Our imaginations are now much less likely to fail. We may not know much about the iPad until we get ours in late March, but we certainly have the iPhone in our mitts (or midst, anyway), so we know a lot more of what we can expect. Which, to my mind, is why more people seem keen to get iPads than were keen to get iPhones.

The
RBC/ChangeWave survey
survey was released by RBC Capital Markets analyst Mike Abramsky, gleaning responses from 3200 participants.

Of those surveyed, 68 per cent said they would surf the internet with the iPad, 44 per cent would check email, while 37 per cent were interested in reading ebooks, but I think this will change too, once it's available. I think ebooks and emags will be to iPad what apps are to iPhone.

And will we get the iPad along with everyone else? I met two blokes from Apple last week, and they said yes. So yes.

Is Apple worried that iPad will take away iPhone sales? Maybe. The next iPhone model, likely to be in June, may see the arrival of cheaper models, or so thinks Morgan Stanley analyst Katy Huberty.


Huberty notes that the cost of the iPhone is an obstacle around the world. It certainly is here.

Huberty anticipates (or is this just wishful thinking?) iPhones with "both a lower total cost of ownership and new functionality, potentially including gesture-based technology." The Vodafone NZ plans are still painfully unmalleable and exepnsive; since I suspect it's Apple that sets these plans and not Vodafone, here's hoping we'll get some flexibility.

On the iPad, Huberty expects shipments of 6 million by the end of this year. So maybe she is the wishful type – general consensus calls for just 3 to 4 million units.

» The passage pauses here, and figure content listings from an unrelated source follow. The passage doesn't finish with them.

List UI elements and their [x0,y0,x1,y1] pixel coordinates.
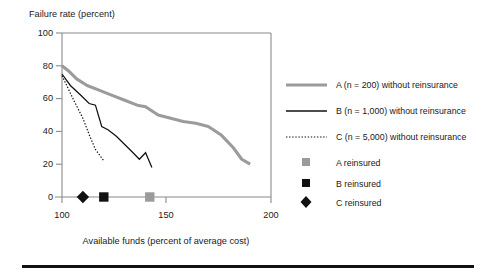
x-tick-label-100: 100 [54,210,69,220]
marker-a-reinsured [145,192,154,201]
y-tick-label-80: 80 [43,61,53,71]
y-tick-label-0: 0 [48,192,53,202]
marker-c-reinsured [77,191,89,203]
legend-label-c-reinsured: C reinsured [336,198,382,208]
y-tick-label-100: 100 [38,28,53,38]
y-tick-label-40: 40 [43,126,53,136]
failure-rate-line-chart: Failure rate (percent) Available funds (… [0,0,494,275]
legend-swatch-diamond-black [301,196,312,208]
x-tick-label-200: 200 [263,210,278,220]
legend-swatch-square-gray [302,158,310,166]
footer-rule [22,265,474,268]
series-line-b [62,74,152,167]
legend-label-b-without: B (n = 1,000) without reinsurance [336,106,466,116]
series-line-a [62,66,250,164]
legend-label-a-without: A (n = 200) without reinsurance [336,80,458,90]
legend-label-c-without: C (n = 5,000) without reinsurance [336,132,466,142]
chart-legend: A (n = 200) without reinsurance B (n = 1… [286,80,466,208]
y-tick-label-20: 20 [43,159,53,169]
legend-label-a-reinsured: A reinsured [336,158,381,168]
y-axis-title: Failure rate (percent) [29,9,115,19]
chart-figure: Failure rate (percent) Available funds (… [0,0,494,275]
marker-b-reinsured [99,192,108,201]
y-tick-label-60: 60 [43,93,53,103]
legend-swatch-square-black [302,179,310,187]
x-axis-title: Available funds (percent of average cost… [83,236,250,246]
x-tick-label-150: 150 [158,210,173,220]
legend-label-b-reinsured: B reinsured [336,179,381,189]
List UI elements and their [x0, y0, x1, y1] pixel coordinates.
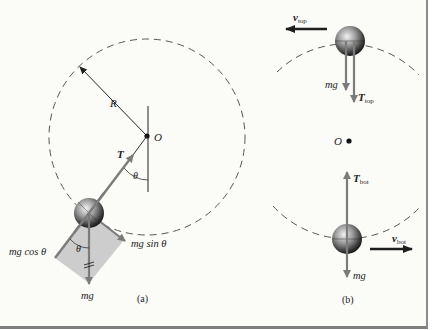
velocity-label-bottom: vbot [392, 232, 406, 246]
angle-label-bottom: θ [76, 243, 81, 254]
tension-label-bottom: Tbot [353, 172, 369, 186]
tension-label-a: T [117, 148, 125, 160]
string-a [133, 136, 147, 155]
angle-label-top: θ [133, 170, 138, 181]
caption-b: (b) [342, 294, 354, 306]
radius-label: R [109, 97, 117, 109]
tangential-component-label: mg sin θ [131, 238, 167, 249]
weight-label-bottom: mg [353, 270, 366, 281]
weight-label-a: mg [81, 290, 94, 301]
velocity-label-top: vtop [293, 11, 307, 25]
pivot-label-a: O [154, 131, 162, 143]
figure-stage: R O θ T θ [0, 0, 439, 330]
pivot-point-b [346, 138, 351, 143]
panel-a: R O θ T θ [9, 39, 245, 305]
vertical-circle-diagram: R O θ T θ [0, 0, 439, 330]
caption-a: (a) [137, 293, 148, 305]
weight-label-top: mg [325, 79, 338, 90]
tension-label-top: Ttop [358, 91, 374, 105]
radial-component-label: mg cos θ [9, 246, 46, 257]
panel-b: vtop mg Ttop O Tbo [273, 11, 420, 306]
pivot-label-b: O [334, 135, 342, 147]
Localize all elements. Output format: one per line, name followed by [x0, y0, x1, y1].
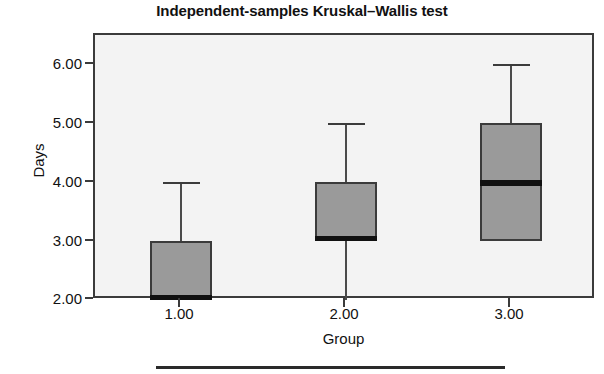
box-3-median-line	[480, 180, 542, 186]
box-2-rect	[315, 182, 377, 241]
y-tick-label-3: 3.00	[12, 233, 82, 248]
y-tick-label-5: 5.00	[12, 115, 82, 130]
box-3-upper-whisker-cap	[493, 64, 530, 66]
y-tick-label-6: 6.00	[12, 56, 82, 71]
box-1-upper-whisker-cap	[163, 182, 200, 184]
y-axis-tick-labels: 6.00 5.00 4.00 3.00 2.00	[10, 0, 82, 374]
box-1-rect	[150, 241, 212, 300]
box-2-upper-whisker-cap	[328, 123, 365, 125]
plot-inner	[95, 35, 592, 296]
y-tick-mark-4	[85, 180, 93, 182]
y-tick-label-4: 4.00	[12, 174, 82, 189]
y-tick-mark-3	[85, 239, 93, 241]
box-1-upper-whisker-stem	[180, 182, 182, 241]
box-2-lower-whisker-stem	[345, 241, 347, 300]
box-2-upper-whisker-stem	[345, 123, 347, 182]
box-3-upper-whisker-stem	[510, 64, 512, 123]
y-tick-mark-5	[85, 121, 93, 123]
plot-area	[93, 33, 594, 298]
x-axis-title: Group	[93, 330, 594, 347]
boxplot-figure: Independent-samples Kruskal–Wallis test …	[0, 0, 604, 374]
y-tick-label-2: 2.00	[12, 291, 82, 306]
x-tick-label-1: 1.00	[139, 306, 219, 321]
box-1-median-line	[150, 295, 212, 300]
bottom-divider-rule	[156, 366, 505, 369]
chart-title: Independent-samples Kruskal–Wallis test	[0, 2, 604, 19]
x-tick-label-3: 3.00	[469, 306, 549, 321]
x-tick-label-2: 2.00	[304, 306, 384, 321]
y-tick-mark-6	[85, 62, 93, 64]
box-2-median-line	[315, 236, 377, 241]
y-tick-mark-2	[85, 297, 93, 299]
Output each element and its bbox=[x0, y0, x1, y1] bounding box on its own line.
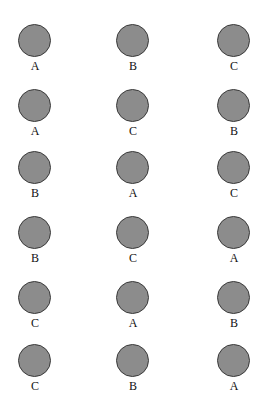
circle-icon bbox=[18, 24, 51, 57]
circle-label: A bbox=[15, 59, 55, 73]
circle-label: A bbox=[214, 379, 254, 393]
circle-label: B bbox=[15, 251, 55, 265]
circle-icon bbox=[18, 344, 51, 377]
circle-label: C bbox=[15, 379, 55, 393]
circle-icon bbox=[217, 89, 250, 122]
circle-icon bbox=[116, 89, 149, 122]
grid-cell: A bbox=[214, 344, 254, 400]
grid-cell: B bbox=[214, 281, 254, 337]
grid-cell: C bbox=[15, 281, 55, 337]
grid-cell: B bbox=[15, 151, 55, 207]
grid-cell: C bbox=[15, 344, 55, 400]
circle-label: B bbox=[113, 379, 153, 393]
grid-cell: A bbox=[113, 281, 153, 337]
circle-icon bbox=[116, 281, 149, 314]
circle-icon bbox=[18, 89, 51, 122]
circle-icon bbox=[116, 151, 149, 184]
circle-icon bbox=[217, 281, 250, 314]
circle-icon bbox=[116, 216, 149, 249]
circle-label: C bbox=[214, 186, 254, 200]
grid-cell: B bbox=[214, 89, 254, 145]
grid-cell: A bbox=[113, 151, 153, 207]
circle-label: B bbox=[214, 316, 254, 330]
grid-cell: C bbox=[113, 89, 153, 145]
circle-label: C bbox=[113, 251, 153, 265]
circle-icon bbox=[217, 151, 250, 184]
circle-label: C bbox=[15, 316, 55, 330]
circle-icon bbox=[18, 281, 51, 314]
circle-icon bbox=[217, 24, 250, 57]
grid-cell: B bbox=[113, 344, 153, 400]
circle-icon bbox=[18, 216, 51, 249]
circle-icon bbox=[116, 344, 149, 377]
grid-cell: C bbox=[113, 216, 153, 272]
grid-cell: A bbox=[214, 216, 254, 272]
circle-icon bbox=[18, 151, 51, 184]
circle-label: B bbox=[214, 124, 254, 138]
circle-label: C bbox=[214, 59, 254, 73]
circle-label: A bbox=[113, 186, 153, 200]
grid-cell: C bbox=[214, 151, 254, 207]
grid-cell: A bbox=[15, 89, 55, 145]
circle-label: B bbox=[15, 186, 55, 200]
grid-cell: C bbox=[214, 24, 254, 80]
circle-label: B bbox=[113, 59, 153, 73]
circle-icon bbox=[217, 344, 250, 377]
circle-label: C bbox=[113, 124, 153, 138]
circle-icon bbox=[116, 24, 149, 57]
grid-cell: B bbox=[113, 24, 153, 80]
circle-label: A bbox=[113, 316, 153, 330]
circle-label: A bbox=[214, 251, 254, 265]
grid-cell: A bbox=[15, 24, 55, 80]
grid-cell: B bbox=[15, 216, 55, 272]
circle-label: A bbox=[15, 124, 55, 138]
circle-icon bbox=[217, 216, 250, 249]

The Adobe Flash versus Apple's iPhone and iPad rejecting Flash is still a controversy. Canadian site Macgasm has an interesting take on this, with the site's Joshua Schnell saying it's to protect the iPhone SDK.

"If Flash gets approved, game developers will be able to continue using the Flash platform instead of using the iPhone SDK. That's the real issue here, not streaming video content. Flash games will challenge Apple's AppStore model, and that's something Apple doesn't want to encourage."

That said, Joshua links a video showing Flash romping through battery life on a Nexus One.


Apple and apps

Why did I meet a couple of Apple blokes? It wasn't just me – John Marx and Marcus Arnett from Apple NZ (I mean Apple Australia) were showing several Auckland journos the latest apps.

Don't worry, I showed them a couple, too, like the not-yet-released Snapr, a photo/twitter app that lets you build a map of geo-tagged photos. Rowan Wernham and Edward Talbot founded Snapr in April 2009, using their "modest personal incomes" and work carried out in spare time to develop the model.

It looks great – but it has been put together for the two New Zealand developers by Cactuslab, the Webstock awards' finalists. Auckland's Cactuslab also made Mobilefotos, the most popular third party Flickr app for iPhone, and World Surfer.

The NZ Snapr developers are soon taking it to the South By Southwest Festival in Texas soon. South by South West has three parts – Music, Film and Interactive. It's a big deal – SXSW is where Twitter found its way towards a mainstream audience. And also the oft-mentioned FourSquare, another tech startup with a location aware, mobile platform focus.

The back-end web service for Snapr will be largely built by MEA Mobile.

Snapr is the only New Zealand based company to make the finals of the Biz-Spark Accelerator category at SXSW. Across all four categories and 32 finalists, only three companies from outside the USA have been selected.

Snapr basically lets users Tweet their snaps to Twitter, and create account logins based on existing Twitter accounts.

It will be possible to embed Snapr images and maps into Facebook via a Snapr facebook app that's also coming.

The Apple guys were still intrigued by Augmented Reality, which is still the big rising tide of app development. They also showed off World Surfer, the Cactus Labs' app mentioned at Webstock. They also showed me the free global coffee finding and commenting app Beanhunter

I also looked at the great Australian app Triple J Unearthed, which showcases unsigned bands and the awesome Tunein Radio app, an NZ$2.59 application that truly makes your iPhone into a global radio.

If you're doing something with iPhone apps in New Zealand, do let me know.